There is a way to do it by using RabbitMQ's HTTP API (at http://server-name:55672/api/) to get list of connections, but it is too brutal for frequently queries. Another way in theory is to use alternate exchanges to detect undelivered messages, but I didn't tried this way yet.
Also, it may be possible to detect unexpected consumer disconnection by using dead-letter-exchanges as described there: http://www.rabbitmq.com/dlx.html
Is that possible to have mutex in RabbitMQ queue, i.e. If a client is reading from the queue, no other client should read from the queue. is that possible?
Let me explain my scenario:
Two application running in two different servers. reading the same queue. But, if one application is running and reading the messages from the Queue, the other application should not do anything. if the Main application fails or stopped, then the other application should
start reading from this queue.
This is kind of a fail over mechanism. Have anyone tried this before. Any help is much appreciated.
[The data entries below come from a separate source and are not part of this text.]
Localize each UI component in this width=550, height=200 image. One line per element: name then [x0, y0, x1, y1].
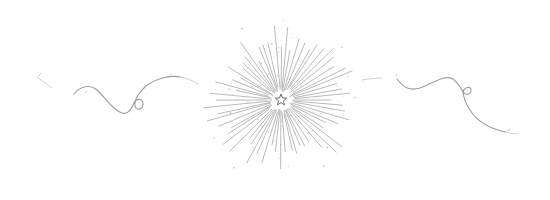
starburst-speck — [329, 68, 330, 69]
starburst-speck — [295, 73, 296, 74]
starburst-speck — [282, 20, 283, 21]
starburst-speck — [274, 140, 275, 141]
starburst-speck — [281, 121, 282, 122]
starburst-icon — [204, 26, 352, 169]
starburst-speck — [315, 122, 316, 123]
starburst-speck — [311, 130, 313, 132]
starburst-speck — [307, 132, 309, 134]
starburst-speck — [354, 97, 356, 99]
starburst-speck — [337, 86, 338, 87]
divider-illustration: Hand-drawn pencil sketch divider: centra… — [0, 0, 550, 200]
starburst-ray — [281, 47, 282, 87]
star-icon — [275, 94, 286, 105]
starburst-speck — [242, 93, 243, 94]
starburst-speck — [280, 144, 281, 145]
starburst-ray — [293, 84, 336, 97]
starburst-speck — [251, 68, 252, 69]
starburst-ray — [293, 66, 334, 92]
starburst-speck — [312, 73, 313, 74]
starburst-speck — [252, 146, 253, 147]
starburst-speck — [342, 47, 343, 48]
starburst-speck — [323, 166, 324, 167]
starburst-speck — [308, 116, 309, 117]
starburst-speck — [277, 75, 278, 76]
starburst-speck — [297, 37, 298, 38]
starburst-speck — [253, 106, 254, 107]
starburst-speck — [281, 125, 282, 126]
starburst-speck — [268, 73, 269, 74]
starburst-speck — [261, 63, 263, 65]
starburst-speck — [235, 100, 236, 101]
starburst-speck — [228, 88, 230, 90]
starburst-ray — [291, 49, 333, 90]
starburst-speck — [247, 101, 248, 102]
starburst-speck — [331, 86, 332, 87]
starburst-speck — [247, 119, 249, 121]
starburst-ray — [208, 103, 271, 121]
starburst-speck — [271, 43, 273, 45]
starburst-speck — [208, 118, 209, 119]
starburst-speck — [254, 57, 255, 58]
starburst-ray — [289, 45, 317, 88]
starburst-ray — [243, 68, 270, 91]
starburst-ray — [230, 110, 272, 152]
starburst-speck — [262, 127, 264, 129]
left-vine-icon — [37, 73, 198, 113]
starburst-ray — [275, 26, 281, 89]
starburst-speck — [254, 41, 255, 42]
starburst-speck — [313, 119, 314, 120]
starburst-speck — [301, 85, 302, 86]
starburst-speck — [339, 101, 340, 102]
starburst-speck — [289, 115, 291, 117]
starburst-speck — [342, 96, 343, 97]
starburst-speck — [240, 64, 241, 65]
starburst-speck — [331, 99, 332, 100]
starburst-speck — [268, 131, 269, 132]
starburst-speck — [320, 113, 321, 114]
starburst-ray — [291, 103, 349, 120]
starburst-speck — [278, 47, 279, 48]
starburst-speck — [288, 166, 289, 167]
starburst-speck — [333, 109, 334, 110]
sketch-artwork — [0, 0, 550, 200]
starburst-speck — [305, 114, 306, 115]
starburst-speck — [293, 37, 294, 38]
starburst-speck — [311, 64, 312, 65]
right-vine-icon — [362, 74, 518, 134]
starburst-speck — [347, 76, 348, 77]
starburst-speck — [257, 86, 259, 88]
starburst-speck — [214, 138, 215, 139]
starburst-ray — [287, 109, 309, 142]
starburst-speck — [335, 81, 336, 82]
starburst-speck — [313, 112, 314, 113]
starburst-ray — [228, 107, 270, 134]
starburst-speck — [259, 154, 260, 155]
starburst-speck — [298, 121, 299, 122]
starburst-speck — [257, 119, 258, 120]
starburst-speck — [210, 66, 211, 67]
starburst-speck — [233, 167, 235, 169]
starburst-speck — [247, 107, 249, 109]
starburst-speck — [326, 147, 328, 149]
starburst-speck — [230, 112, 232, 114]
starburst-speck — [288, 143, 289, 144]
starburst-ray — [243, 62, 275, 93]
starburst-speck — [271, 117, 272, 118]
starburst-speck — [311, 125, 312, 126]
starburst-speck — [247, 72, 248, 73]
starburst-speck — [278, 158, 279, 159]
starburst-speck — [251, 86, 252, 87]
starburst-ray — [250, 110, 272, 138]
starburst-speck — [278, 51, 279, 52]
starburst-speck — [241, 28, 243, 30]
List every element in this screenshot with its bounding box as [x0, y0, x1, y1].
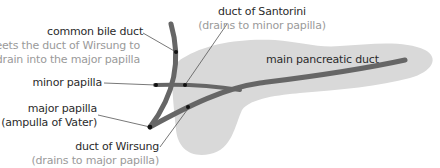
pancreatic-duct-diagram: common bile duct meets the duct of Wirsu…	[0, 0, 440, 168]
dot-common-bile-duct	[174, 50, 178, 54]
note-duct-of-santorini: (drains to minor papilla)	[195, 19, 329, 33]
note-common-bile-duct-line1: meets the duct of Wirsung to	[0, 39, 140, 53]
dot-santorini	[183, 83, 187, 87]
label-ampulla-of-vater: (ampulla of Vater)	[1, 116, 97, 130]
label-common-bile-duct: common bile duct	[47, 25, 143, 39]
leader-minor-papilla	[104, 83, 156, 85]
dot-minor-papilla	[154, 83, 158, 87]
label-duct-of-santorini: duct of Santorini	[207, 5, 317, 19]
note-duct-of-wirsung: (drains to major papilla)	[32, 154, 160, 168]
dot-wirsung	[186, 105, 190, 109]
label-main-pancreatic-duct: main pancreatic duct	[266, 53, 379, 67]
label-minor-papilla: minor papilla	[32, 76, 102, 90]
leader-common-bile-duct	[143, 33, 176, 52]
label-duct-of-wirsung: duct of Wirsung	[75, 140, 159, 154]
label-major-papilla: major papilla	[28, 102, 97, 116]
leader-major-papilla	[98, 115, 150, 127]
note-common-bile-duct-line2: drain into the major papilla	[0, 53, 140, 67]
dot-major-papilla	[148, 125, 153, 130]
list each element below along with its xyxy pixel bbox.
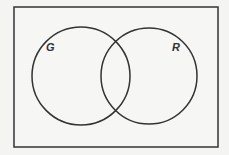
venn-diagram: G R [0, 0, 229, 155]
set-g-label: G [46, 41, 55, 53]
set-r-label: R [172, 41, 180, 53]
universal-set-rectangle [14, 7, 218, 147]
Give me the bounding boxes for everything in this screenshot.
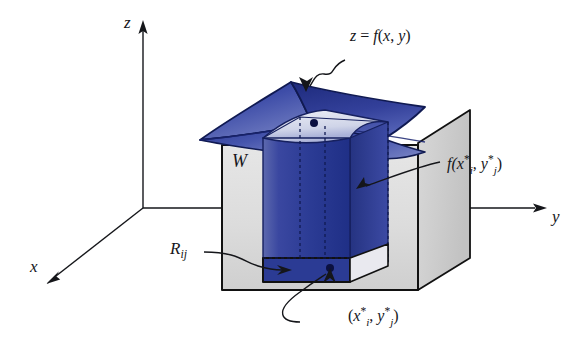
fval-y: y xyxy=(481,155,488,172)
leader-surface xyxy=(310,60,345,86)
x-axis xyxy=(46,208,143,284)
surface-eq-equals: = xyxy=(356,27,373,44)
function-value-label: f(x*i, y*j) xyxy=(447,154,502,176)
fval-x: x xyxy=(457,155,464,172)
figure-container: z y x z = f(x, y) W f(x*i, y*j) Rij (x*i… xyxy=(0,0,586,338)
fval-comma: , xyxy=(473,155,481,172)
x-axis-label: x xyxy=(30,258,38,275)
base-rectangle-label: Rij xyxy=(170,240,187,261)
sample-point-label: (x*i, y*j) xyxy=(348,306,399,328)
surface-eq-comma: , xyxy=(390,27,398,44)
rij-sub: ij xyxy=(180,247,187,261)
region-w-label: W xyxy=(232,152,247,170)
z-axis xyxy=(138,20,147,208)
sample-point-dot-top xyxy=(310,119,318,127)
surface-equation-label: z = f(x, y) xyxy=(350,28,411,44)
fval-close: ) xyxy=(497,155,502,172)
rij-r: R xyxy=(170,239,180,258)
z-axis-label: z xyxy=(124,14,131,31)
fval-f: f( xyxy=(447,155,457,172)
surface-eq-close: ) xyxy=(405,27,410,44)
y-axis-label: y xyxy=(552,208,560,225)
pt-close: ) xyxy=(393,307,398,324)
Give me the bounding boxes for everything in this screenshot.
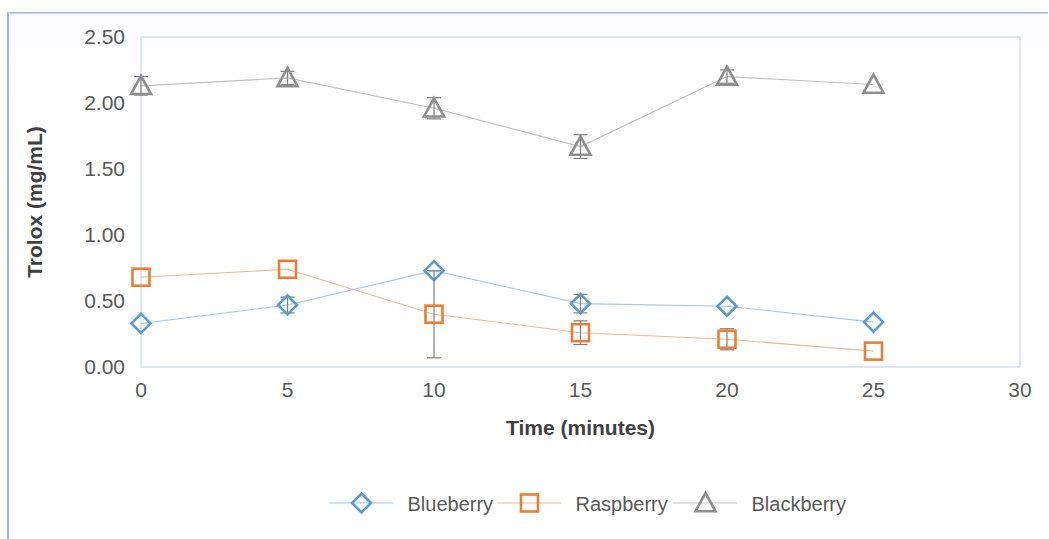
series-blackberry bbox=[131, 67, 884, 159]
triangle-icon bbox=[696, 493, 716, 511]
y-axis-tick-label: 2.50 bbox=[84, 25, 125, 48]
x-axis-title: Time (minutes) bbox=[506, 416, 655, 439]
legend-item-blackberry[interactable]: Blackberry bbox=[674, 493, 846, 515]
y-axis-tick-label: 0.00 bbox=[84, 355, 125, 378]
x-axis-tick-label: 10 bbox=[422, 378, 445, 401]
y-axis-tick-label: 2.00 bbox=[84, 91, 125, 114]
x-axis-tick-label: 0 bbox=[135, 378, 147, 401]
x-axis-tick-label: 5 bbox=[282, 378, 294, 401]
legend-item-raspberry[interactable]: Raspberry bbox=[498, 493, 668, 515]
y-axis-tick-label: 0.50 bbox=[84, 289, 125, 312]
error-bar bbox=[427, 271, 441, 358]
legend-item-label: Raspberry bbox=[576, 493, 668, 515]
data-point-marker-triangle bbox=[696, 493, 716, 511]
x-axis-tick-label: 15 bbox=[569, 378, 592, 401]
chart-canvas: 0.000.501.001.502.002.50051015202530Time… bbox=[0, 0, 1049, 539]
x-axis-tick-label: 25 bbox=[862, 378, 885, 401]
plot-area-border bbox=[141, 37, 1020, 367]
chart-figure: 0.000.501.001.502.002.50051015202530Time… bbox=[0, 0, 1049, 539]
y-axis-title: Trolox (mg/mL) bbox=[23, 126, 46, 278]
legend-item-label: Blueberry bbox=[408, 493, 494, 515]
legend-item-blueberry[interactable]: Blueberry bbox=[330, 493, 494, 515]
y-axis-title-group: Trolox (mg/mL) bbox=[23, 126, 46, 278]
legend-item-label: Blackberry bbox=[752, 493, 846, 515]
y-axis-tick-label: 1.50 bbox=[84, 157, 125, 180]
series-line bbox=[141, 271, 874, 324]
series-line bbox=[141, 77, 874, 147]
x-axis-tick-label: 30 bbox=[1008, 378, 1031, 401]
x-axis-tick-label: 20 bbox=[715, 378, 738, 401]
y-axis-tick-label: 1.00 bbox=[84, 223, 125, 246]
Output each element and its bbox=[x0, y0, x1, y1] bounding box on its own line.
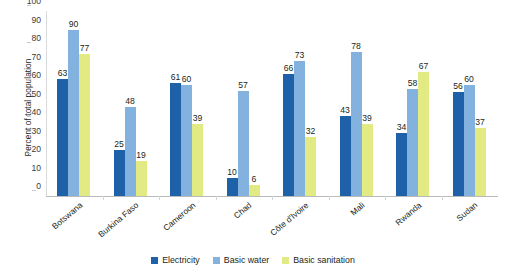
x-axis-group-separator bbox=[216, 196, 217, 200]
bar bbox=[283, 74, 294, 196]
legend-swatch bbox=[151, 257, 158, 264]
bar-value-label: 39 bbox=[193, 113, 203, 123]
y-axis-tick-label: 20 bbox=[31, 144, 41, 154]
bar-group: 639077 bbox=[57, 11, 90, 196]
chart-legend: ElectricityBasic waterBasic sanitation bbox=[0, 255, 506, 265]
bar bbox=[79, 54, 90, 196]
bar bbox=[475, 128, 486, 196]
bar bbox=[114, 150, 125, 196]
bar bbox=[362, 124, 373, 196]
legend-swatch bbox=[213, 257, 220, 264]
bar bbox=[192, 124, 203, 196]
bar-chart: Percent of total population 010203040506… bbox=[0, 0, 506, 272]
bar-value-label: 43 bbox=[340, 105, 350, 115]
x-axis-group-separator bbox=[103, 196, 104, 200]
y-axis-tick-label: 50 bbox=[31, 89, 41, 99]
y-axis-tick-label: 30 bbox=[31, 126, 41, 136]
y-axis-tick-mark bbox=[32, 190, 36, 191]
bar bbox=[181, 85, 192, 196]
y-axis-tick-label: 100 bbox=[27, 0, 41, 6]
y-axis-tick-label: 70 bbox=[31, 52, 41, 62]
bar-value-label: 60 bbox=[182, 74, 192, 84]
legend-label: Basic sanitation bbox=[293, 255, 355, 265]
bar-value-label: 48 bbox=[125, 96, 135, 106]
bar bbox=[57, 79, 68, 196]
bar-value-label: 60 bbox=[464, 74, 474, 84]
bar bbox=[125, 107, 136, 196]
bar bbox=[340, 116, 351, 196]
bar-value-label: 90 bbox=[69, 19, 79, 29]
bar bbox=[238, 91, 249, 196]
bar-value-label: 73 bbox=[295, 50, 305, 60]
legend-item[interactable]: Electricity bbox=[151, 255, 200, 265]
bar-group: 667332 bbox=[283, 11, 316, 196]
bar-value-label: 32 bbox=[306, 126, 316, 136]
bar bbox=[227, 178, 238, 197]
bar bbox=[305, 137, 316, 196]
bar-value-label: 63 bbox=[58, 68, 68, 78]
legend-label: Basic water bbox=[224, 255, 269, 265]
bar bbox=[351, 52, 362, 196]
bar-group: 437839 bbox=[340, 11, 373, 196]
bar bbox=[396, 133, 407, 196]
bar-group: 345867 bbox=[396, 11, 429, 196]
y-axis-tick-label: 60 bbox=[31, 70, 41, 80]
bar-value-label: 10 bbox=[227, 167, 237, 177]
bar-value-label: 25 bbox=[114, 139, 124, 149]
x-axis-group-separator bbox=[159, 196, 160, 200]
bar bbox=[294, 61, 305, 196]
bar-value-label: 77 bbox=[80, 43, 90, 53]
bar-group: 616039 bbox=[170, 11, 203, 196]
x-axis-group-separator bbox=[272, 196, 273, 200]
y-axis-tick-label: 0 bbox=[36, 181, 41, 191]
y-axis-tick-label: 80 bbox=[31, 33, 41, 43]
bar-group: 254819 bbox=[114, 11, 147, 196]
bar-value-label: 78 bbox=[351, 41, 361, 51]
legend-item[interactable]: Basic sanitation bbox=[282, 255, 355, 265]
bar-value-label: 39 bbox=[362, 113, 372, 123]
bar bbox=[68, 30, 79, 197]
bar-group: 10576 bbox=[227, 11, 260, 196]
bar-value-label: 66 bbox=[284, 63, 294, 73]
x-axis-group-separator bbox=[385, 196, 386, 200]
y-axis-tick-label: 40 bbox=[31, 107, 41, 117]
legend-item[interactable]: Basic water bbox=[213, 255, 269, 265]
bar-value-label: 37 bbox=[475, 117, 485, 127]
bar-value-label: 34 bbox=[397, 122, 407, 132]
legend-label: Electricity bbox=[162, 255, 200, 265]
x-axis-group-separator bbox=[329, 196, 330, 200]
plot-area: 0102030405060708090100639077254819616039… bbox=[46, 11, 498, 196]
bar-value-label: 61 bbox=[171, 72, 181, 82]
bar bbox=[418, 72, 429, 196]
y-axis-tick-label: 10 bbox=[31, 163, 41, 173]
bar-value-label: 56 bbox=[453, 81, 463, 91]
bar bbox=[464, 85, 475, 196]
bar-value-label: 58 bbox=[408, 78, 418, 88]
x-axis-group-separator bbox=[442, 196, 443, 200]
legend-swatch bbox=[282, 257, 289, 264]
bar-value-label: 19 bbox=[136, 150, 146, 160]
bar bbox=[407, 89, 418, 196]
y-axis-tick-label: 90 bbox=[31, 15, 41, 25]
bar-value-label: 67 bbox=[419, 61, 429, 71]
bar-value-label: 57 bbox=[238, 80, 248, 90]
bar bbox=[453, 92, 464, 196]
bar-value-label: 6 bbox=[252, 174, 257, 184]
bar-group: 566037 bbox=[453, 11, 486, 196]
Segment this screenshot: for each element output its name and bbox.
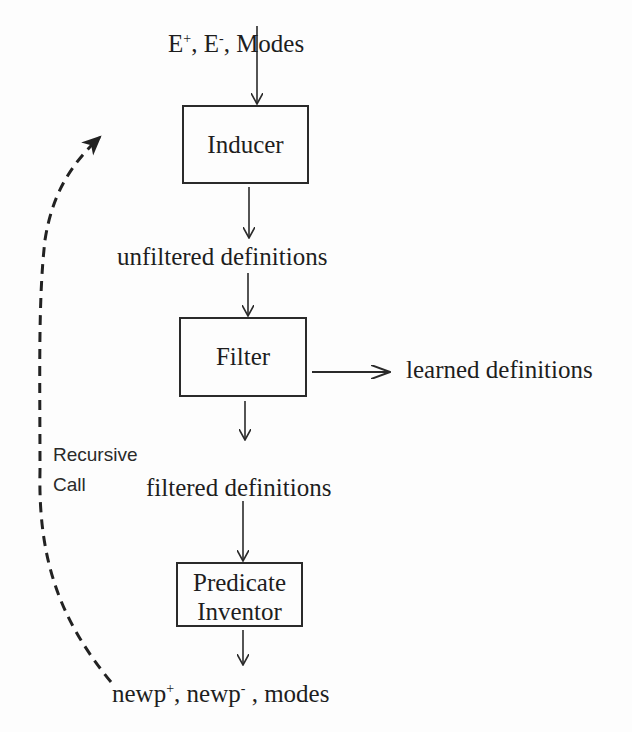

As long as i have searched, no solutions found...A simple solution is
create a queue call it as Lock Queue.
Have only one message make the application to read it from the queue.
When ever the application starts in a another server, it will wait for the message in the Queue. so, if the first one fails second
one will read the message and start processing the message in desired queue from which it should read.
A Mutex in Queue, that's it.
Note: This approach will work only if there is only message in the lock queue. make sure you handle it in your application.
This talk explicitly explains why this is a bad idea:
http://www.youtube.com/watch?v=XiXZOF6dZuE&feature=share&t=29m55s
from ~ 29m 55s in
Can someone tell me whether MSMQ (using transactions) supports competing consumers? Basically, I have multiple threads dequeueing messages off of a single queue. Just wanted to make sure this will work since MSMQ sometimes behaves differently than I expect.
If you are calling Receive from multiple processes on the same machine on the same queue, you will not get the same message more than once -- unless you rollback a transaction from a read.
If you are using 2008/w7 and are receiving on multiple machines from the same remote queue within a transaction, you should not see the same message twice (again, unless you roll back).
If you are using an enumerator to peek the messages and then remove an interesting one (via RemoveCurrent), you should expect to see an exception that the message has already been removed if another consumer has picked it up.
If you are on 2003/XP, you cannot do remote receives in a transaction so all bets are off there.